EVANSVILLE – A state inspector demanded Vanderburgh County Commissioners and Council develop a real plan to address overcrowding and understaffing conditions at the Vanderburgh County Jail.
County officials have six months to figure out how to bring the 10-year-old jail up to state standards. The solution could be costly, but it could be more expensive to ignore the demands.
Indiana Department of Correction Executive Director of Sheriff and County Jail Operations Kenneth Whipker sent a letter to the county that listed how the county jail was not in line with state rules.
❚ The jail is overcrowded. Its capacity is at about 120 percent.
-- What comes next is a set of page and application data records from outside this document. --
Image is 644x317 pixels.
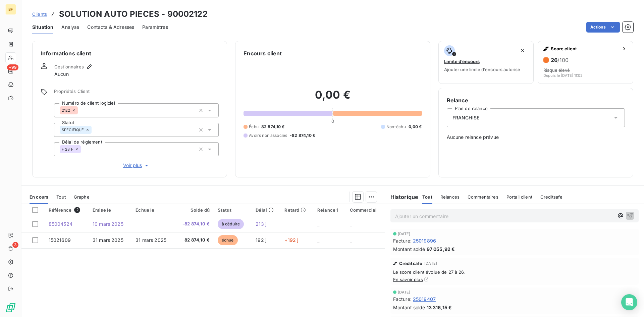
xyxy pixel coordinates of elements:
span: 0,00 € [408,124,422,130]
span: 213 j [256,221,266,227]
span: FRANCHISE [452,115,479,121]
span: /100 [558,57,569,63]
span: Tout [56,194,66,200]
span: 192 j [256,237,266,243]
span: Depuis le [DATE] 11:02 [543,74,583,78]
span: 82 874,10 € [261,124,285,130]
div: Statut [218,208,247,213]
span: 13 316,15 € [427,304,452,311]
span: Le score client évolue de 27 à 26. [393,269,636,275]
span: Tout [422,194,432,200]
input: Ajouter une valeur [78,107,83,114]
span: [DATE] [398,232,410,236]
span: Commentaires [468,194,498,200]
span: Score client [551,46,619,51]
span: Relances [441,194,459,200]
button: Voir plus [54,162,219,169]
span: -82 874,10 € [290,132,315,139]
span: échue [218,235,238,245]
div: Échue le [135,208,170,213]
span: 10 mars 2025 [93,221,124,227]
input: Ajouter une valeur [91,127,97,133]
span: à déduire [218,219,244,229]
span: 3 [12,242,18,248]
span: Non-échu [386,124,406,130]
span: 2122 [62,108,71,112]
span: 15021609 [49,237,71,243]
span: Aucun [54,71,69,78]
span: Situation [32,24,53,31]
div: BF [6,4,16,15]
span: 31 mars 2025 [93,237,124,243]
img: Logo LeanPay [6,302,16,313]
span: [DATE] [424,261,437,265]
div: Solde dû [179,208,210,213]
span: Creditsafe [540,194,563,200]
a: En savoir plus [393,277,423,282]
span: 31 mars 2025 [135,237,167,243]
span: 25019407 [413,296,436,303]
span: _ [317,221,319,227]
h6: 26 [551,57,569,63]
span: Graphe [74,194,89,200]
span: Avoirs non associés [249,132,287,139]
span: Échu [249,124,259,130]
span: Creditsafe [399,261,423,266]
span: Montant soldé [393,245,425,253]
span: Paramètres [142,24,168,31]
span: Montant soldé [393,304,425,311]
span: Ajouter une limite d’encours autorisé [444,67,520,72]
span: +99 [7,64,18,71]
div: Émise le [93,208,127,213]
span: Limite d’encours [444,59,480,64]
button: Limite d’encoursAjouter une limite d’encours autorisé [439,41,534,84]
span: Portail client [507,194,533,200]
span: En cours [30,194,49,200]
span: _ [350,237,352,243]
span: F 28 F [62,147,74,151]
span: Aucune relance prévue [447,134,625,141]
div: Open Intercom Messenger [622,295,637,310]
div: Référence [49,207,84,213]
h6: Encours client [244,49,282,57]
span: Risque élevé [543,67,570,73]
span: 85004524 [49,221,73,227]
a: Clients [32,11,47,17]
span: Contacts & Adresses [87,24,134,31]
span: Facture : [393,237,411,244]
div: Délai [256,208,277,213]
h3: SOLUTION AUTO PIECES - 90002122 [59,8,208,20]
span: Facture : [393,296,411,303]
button: Score client26/100Risque élevéDepuis le [DATE] 11:02 [538,41,633,84]
span: 25019896 [413,237,436,244]
span: [DATE] [398,290,410,295]
span: +192 j [285,237,298,243]
div: Commercial [350,208,381,213]
h2: 0,00 € [244,88,422,108]
span: Gestionnaires [54,64,84,70]
h6: Informations client [40,49,219,57]
span: Propriétés Client [54,88,219,98]
h6: Historique [385,193,419,201]
div: Retard [285,208,309,213]
span: 82 874,10 € [179,237,210,244]
span: 2 [74,207,80,213]
input: Ajouter une valeur [81,146,86,152]
span: _ [317,237,319,243]
div: Relance 1 [317,208,342,213]
button: Actions [586,22,620,33]
span: Analyse [61,24,79,31]
span: Voir plus [123,162,150,169]
span: 97 055,92 € [427,245,455,253]
span: 0 [332,119,334,124]
span: SPECIFIQUE [62,128,84,132]
h6: Relance [447,96,625,104]
span: _ [350,221,352,227]
span: -82 874,10 € [179,221,210,228]
span: Clients [32,11,47,17]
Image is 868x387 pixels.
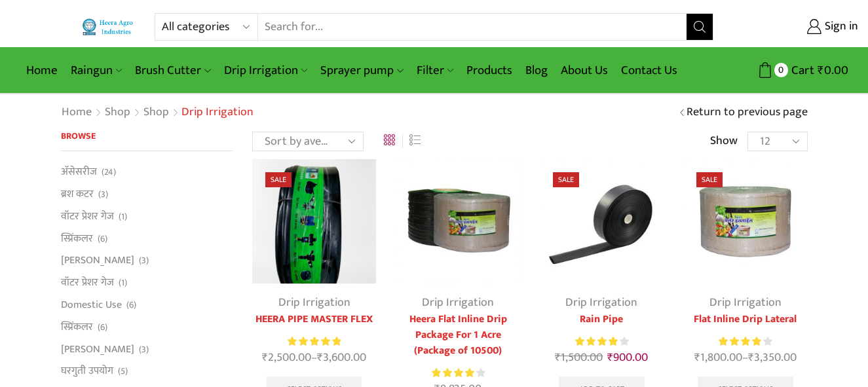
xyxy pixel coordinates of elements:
[61,293,122,316] a: Domestic Use
[818,60,848,81] bdi: 0.00
[262,347,311,367] bdi: 2,500.00
[266,172,291,187] span: Sale
[719,335,772,348] div: Rated 4.00 out of 5
[252,349,376,366] span: –
[143,104,169,121] a: Shop
[98,187,108,201] span: (3)
[710,133,738,150] span: Show
[61,316,93,338] a: स्प्रिंकलर
[61,184,93,205] a: ब्रश कटर
[278,293,350,312] a: Drip Irrigation
[20,55,64,86] a: Home
[61,164,97,183] a: अ‍ॅसेसरीज
[431,366,476,379] span: Rated out of 5
[139,343,148,356] span: (3)
[252,312,376,327] a: HEERA PIPE MASTER FLEX
[287,335,341,348] span: Rated out of 5
[128,55,217,86] a: Brush Cutter
[139,254,148,267] span: (3)
[61,227,93,249] a: स्प्रिंकलर
[540,312,663,327] a: Rain Pipe
[119,210,127,223] span: (1)
[565,293,637,312] a: Drip Irrigation
[554,55,614,86] a: About Us
[555,347,561,367] span: ₹
[788,62,814,79] span: Cart
[709,293,781,312] a: Drip Irrigation
[694,347,700,367] span: ₹
[119,276,127,289] span: (1)
[818,60,824,81] span: ₹
[555,347,602,367] bdi: 1,500.00
[98,232,108,245] span: (6)
[614,55,683,86] a: Contact Us
[460,55,519,86] a: Products
[774,63,788,77] span: 0
[607,347,647,367] bdi: 900.00
[127,299,136,312] span: (6)
[519,55,554,86] a: Blog
[61,204,114,227] a: वॉटर प्रेशर गेज
[607,347,613,367] span: ₹
[64,55,128,86] a: Raingun
[410,55,460,86] a: Filter
[61,359,113,382] a: घरगुती उपयोग
[683,349,807,366] span: –
[287,335,341,348] div: Rated 5.00 out of 5
[694,347,742,367] bdi: 1,800.00
[719,335,761,348] span: Rated out of 5
[118,364,128,377] span: (5)
[396,159,520,282] img: Flat Inline
[696,172,722,187] span: Sale
[61,272,114,294] a: वॉटर प्रेशर गेज
[102,165,116,179] span: (24)
[540,159,663,282] img: Heera Rain Pipe
[575,335,619,348] span: Rated out of 5
[431,366,484,379] div: Rated 4.21 out of 5
[748,347,754,367] span: ₹
[262,347,267,367] span: ₹
[317,347,323,367] span: ₹
[686,13,713,40] button: Search button
[686,104,807,121] a: Return to previous page
[317,347,366,367] bdi: 3,600.00
[182,106,253,120] h1: Drip Irrigation
[726,58,848,83] a: 0 Cart ₹0.00
[683,312,807,327] a: Flat Inline Drip Lateral
[314,55,409,86] a: Sprayer pump
[104,104,131,121] a: Shop
[98,320,108,334] span: (6)
[575,335,628,348] div: Rated 4.13 out of 5
[61,104,92,121] a: Home
[61,104,253,121] nav: Breadcrumb
[61,128,95,144] span: Browse
[258,13,686,40] input: Search for...
[553,172,579,187] span: Sale
[396,312,520,358] a: Heera Flat Inline Drip Package For 1 Acre (Package of 10500)
[252,131,364,151] select: Shop order
[217,55,314,86] a: Drip Irrigation
[422,293,494,312] a: Drip Irrigation
[821,18,858,35] span: Sign in
[748,347,797,367] bdi: 3,350.00
[683,159,807,282] img: Flat Inline Drip Lateral
[61,249,134,272] a: [PERSON_NAME]
[733,15,858,39] a: Sign in
[61,338,134,359] a: [PERSON_NAME]
[252,159,376,282] img: Heera Gold Krushi Pipe Black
❚ Not all inmates have access to a bed.
❚ There isn’t at least one toilet and one shower per 12 inmates
❚ There aren’t at least 35 square feet per inmate in a cell area and at least 50 square feet per inmate in the dorm area.
❚ Not having at least 20 percent unused beds in the jails means there can’t be a system to safely house, segregate and accommodate inmates with special needs.
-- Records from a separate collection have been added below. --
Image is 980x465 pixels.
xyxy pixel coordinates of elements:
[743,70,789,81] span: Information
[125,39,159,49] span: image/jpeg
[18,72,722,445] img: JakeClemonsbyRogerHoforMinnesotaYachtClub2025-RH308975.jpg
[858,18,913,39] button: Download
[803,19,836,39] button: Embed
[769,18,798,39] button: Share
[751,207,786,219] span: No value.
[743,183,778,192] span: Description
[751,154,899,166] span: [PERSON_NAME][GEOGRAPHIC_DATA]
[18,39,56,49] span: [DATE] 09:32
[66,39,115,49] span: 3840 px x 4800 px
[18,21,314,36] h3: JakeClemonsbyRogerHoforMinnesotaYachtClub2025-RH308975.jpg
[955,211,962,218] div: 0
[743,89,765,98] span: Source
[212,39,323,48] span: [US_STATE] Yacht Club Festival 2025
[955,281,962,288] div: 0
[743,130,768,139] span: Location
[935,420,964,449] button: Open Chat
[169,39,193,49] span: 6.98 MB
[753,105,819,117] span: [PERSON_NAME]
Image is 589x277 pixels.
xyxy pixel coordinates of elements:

❚ The jail doesn’t have enough personnel to provide “adequate supervision and to ensure staff and inmate safety” (specifically directed at Vanderburgh County Council).
Whipker told the Courier & Press Monday he doesn’t just want county officials to talk about the problem, he wants to see tangible developments — funding mechanisms, drawings, fleshed-out details — when he checks back in April.
“You can’t just talk about something. You have to have a plan in place,” Whipker said.
Vanderburgh County Commissioners will discuss Whipker’s letter at their 3 p.m. meeting Tuesday in room 301 of the Civic Center, 1 N.W. Martin Luther King Jr. Blvd.
The jail has a capacity of 553 people. During Whipker’s inspection on Oct. 25, there were 643. The county also has about 60 others lodged at other area jails.
Several women lodged at the jail are forced to sleep on “boats,” plastic cots that lay on the floor. By state definition, a bed must be 12 inches off the ground.
The jail was built with two housing pods, each with 256 beds. Previous estimates put adding a third pod at $15 million.
If the county doesn’t form a plan in the next six months, a court could order renovations and require more staffing. The state could also recommend time limits on housing inmates, force the county to move its inmates to meet capacity or even shut down the jail, all of which Whipker considered parts of the highly unlikely “nuclear option.”
“Someone’s going to have to foot the bill for that,” he said.
He commended Sheriff Dave Wedding and Jail Commander Chad Ferguson, who he said are doing the best they can with the resources they have.
“That’s a facility I want to see mirrored with others,” he said.
Wedding has repeatedly spoken out about the jail’s issues, which he called “grossly wrong and grossly neglected” this summer.
Vanderburgh County isn’t alone in the state. A state legislative committee reviewing solutions to jail problems estimates 44 county jails of the 91 in the state are also overcrowded.